Ethical Issues Always Come to Light, But Sometimes It Is Too Late

For 6 years in a row, Enron was named Forbes magazine’s “Most Innovative Company.” By the year 2000, Enron employed over 20,000 people and was reporting yearly revenue in excess of 100 billion dollars. In the world of high-powered, Fortune 500, companies–Enron was one of the very best.

For years, though, Enron’s analysts, accountants, and other mid-level employees quietly watched as their superiors tampered with company accounts in ways that were suspicious, if not outright illegal. Money seemed to appear and disappear, assets seemed to appear and disappear. Anyone who spoke out was fired.

Enron’s own internal analysts began to suspect that potentially millions of dollars had been secreted into foreign bank accounts. Internal audits returned inconsistent findings when attempting to reconcile management’s declared earnings and those that were being reported to shareholders and government regulators. In short, Enron was starting to look like a shaky house of cards.

As the situation at Enron became dire, shareholders and other interested parties were left virtually blind as the organization’s largely unaccountable chief executives robbed the company into an early grave.
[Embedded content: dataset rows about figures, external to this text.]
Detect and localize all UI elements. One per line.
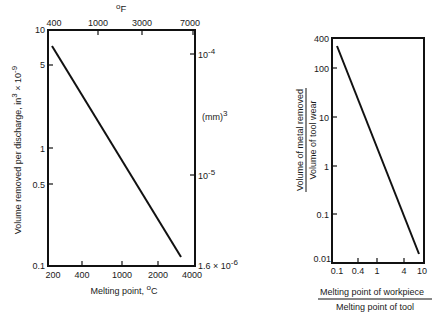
bottom-axis-ticks: 200 400 1000 2000 4000 <box>45 261 202 280</box>
left-chart: oF 400 1000 3000 7000 10 5 1 0.5 0.1 <box>10 2 238 296</box>
x-tick-label: 1 <box>374 266 379 276</box>
top-axis-ticks: 400 1000 3000 7000 <box>46 18 200 35</box>
y-tick-label: 400 <box>314 34 329 44</box>
x-tick-label: 200 <box>45 270 60 280</box>
x-tick-label: 400 <box>74 270 89 280</box>
right-y-axis-title: Volume of metal removed Volume of tool w… <box>295 88 318 192</box>
x-tick-label: 0.1 <box>331 266 344 276</box>
y-tick-label: 0.1 <box>316 210 329 220</box>
top-tick-label: 7000 <box>180 18 200 28</box>
right-tick-label: 10-4 <box>198 47 216 60</box>
right-x-axis-denominator: Melting point of tool <box>336 302 414 312</box>
top-tick-label: 1000 <box>88 18 108 28</box>
right-axis-unit: (mm)3 <box>202 109 228 122</box>
x-tick-label: 0.4 <box>352 266 365 276</box>
right-chart-x-ticks: 0.1 0.4 1 4 10 <box>331 258 427 276</box>
y-tick-label: 0.1 <box>32 261 45 271</box>
right-data-line <box>337 46 419 254</box>
left-x-axis-title: Melting point, oC <box>91 283 158 296</box>
right-y-axis-numerator: Volume of metal removed <box>295 89 305 191</box>
right-y-axis-denominator: Volume of tool wear <box>308 100 318 179</box>
x-tick-label: 10 <box>417 266 427 276</box>
x-tick-label: 2000 <box>148 270 168 280</box>
right-y-axis-ticks: 10-4 10-5 1.6 × 10-6 (mm)3 <box>190 47 238 271</box>
x-tick-label: 1000 <box>112 270 132 280</box>
y-tick-label: 5 <box>40 60 45 70</box>
left-plot-frame <box>48 30 195 266</box>
left-y-axis-title: Volume removed per discharge, in3 × 10-9 <box>10 65 23 234</box>
right-tick-label: 1.6 × 10-6 <box>198 258 238 271</box>
y-tick-label: 1 <box>40 144 45 154</box>
y-tick-label: 10 <box>35 25 45 35</box>
right-chart: 400 100 10 1 0.1 0.01 0.1 0.4 1 4 10 Mel… <box>295 34 432 312</box>
y-tick-label: 0.5 <box>32 180 45 190</box>
left-data-line <box>52 46 181 257</box>
y-tick-label: 1 <box>324 162 329 172</box>
x-tick-label: 4 <box>401 266 406 276</box>
y-tick-label: 100 <box>314 64 329 74</box>
y-tick-label: 0.01 <box>313 254 331 264</box>
right-tick-label: 10-5 <box>198 168 216 181</box>
top-axis-unit: oF <box>116 2 126 14</box>
top-tick-label: 400 <box>46 18 61 28</box>
top-tick-label: 3000 <box>132 18 152 28</box>
y-tick-label: 10 <box>319 113 329 123</box>
figure: oF 400 1000 3000 7000 10 5 1 0.5 0.1 <box>0 0 440 322</box>
left-y-axis-ticks: 10 5 1 0.5 0.1 <box>32 25 53 271</box>
right-x-axis-numerator: Melting point of workpiece <box>320 287 424 297</box>
x-tick-label: 4000 <box>182 270 202 280</box>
By the time concerned employees were able to secret-out information confirming former CEOs Kenneth Lay and Jeffrey Skillings extreme, illegal, and unethical behavior–it was too late. Shareholders were forced to watch as the malfeasance of a few well positioned officers forced one of the most brilliant organizations in modern finance into bankruptcy, ignominy, and death.
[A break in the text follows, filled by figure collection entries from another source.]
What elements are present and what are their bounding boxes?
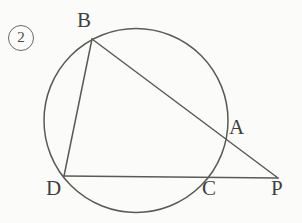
point-label-b: B <box>77 10 91 31</box>
geometry-figure: 2 B A D C P <box>0 0 302 223</box>
point-label-a: A <box>229 117 244 138</box>
item-number-badge: 2 <box>8 25 34 51</box>
segment-bd <box>64 39 92 176</box>
segment-dp <box>64 176 278 178</box>
point-label-p: P <box>271 178 283 199</box>
point-label-d: D <box>46 178 61 199</box>
segment-bp <box>92 39 278 178</box>
point-label-c: C <box>202 178 216 199</box>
But why? Why did Enron, a company that was widely lauded as one of the strongest publicly traded entities on the market in the early 2000’s, wind up a by-word for corporate corruption and questionable ethics?

And while there are certainly many answers to that question, one serves as a constant through-line in the story of Enron’s collapse: whatever scant system of corporate ethics and compliance Enron had in place was not powerful enough to keep talented, determined, and dishonest men from taking advantage of the company that helped propel them to success.
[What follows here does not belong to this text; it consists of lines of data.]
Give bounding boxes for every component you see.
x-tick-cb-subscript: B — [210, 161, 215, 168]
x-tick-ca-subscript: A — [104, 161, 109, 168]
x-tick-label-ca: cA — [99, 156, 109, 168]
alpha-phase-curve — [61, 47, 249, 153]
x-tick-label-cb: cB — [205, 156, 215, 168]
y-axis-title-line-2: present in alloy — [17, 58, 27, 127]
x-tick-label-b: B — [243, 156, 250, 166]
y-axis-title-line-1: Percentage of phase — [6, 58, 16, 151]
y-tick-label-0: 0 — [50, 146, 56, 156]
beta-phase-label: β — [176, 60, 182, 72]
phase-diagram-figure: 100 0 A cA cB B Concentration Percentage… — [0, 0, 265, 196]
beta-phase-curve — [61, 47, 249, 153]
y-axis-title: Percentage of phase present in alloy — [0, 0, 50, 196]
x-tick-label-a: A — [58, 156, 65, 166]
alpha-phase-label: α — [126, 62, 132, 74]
Don’t Be Victimized By Unethical People

Success brings a lot of great things. Expansion and profits to name but two. It also attracts people who don’t mind hurting other people’s business and reputation to advance their own interests.

To avoid this situation, modern businesses must do what Enron failed to–they must institute firm, well publicized rules, and then police those rules through the use of anonymous, issue-specific ethics hotlines. Further, attentive businesses may implement a wide range of tried and true compliance initiatives to augment hotlines and other reporting protocols.

By offering employees several different ways to anonymously report the unethical and illegal conduct of their peers, you can catch would be abusers before they can act. Nipping unethical behavior in the bud before it creates a culture of corruption at your organization is the only way to avoid becoming another Enron, and ethics auditing and reporting is the best, most-efficient, way to do help your organization accomplish just that.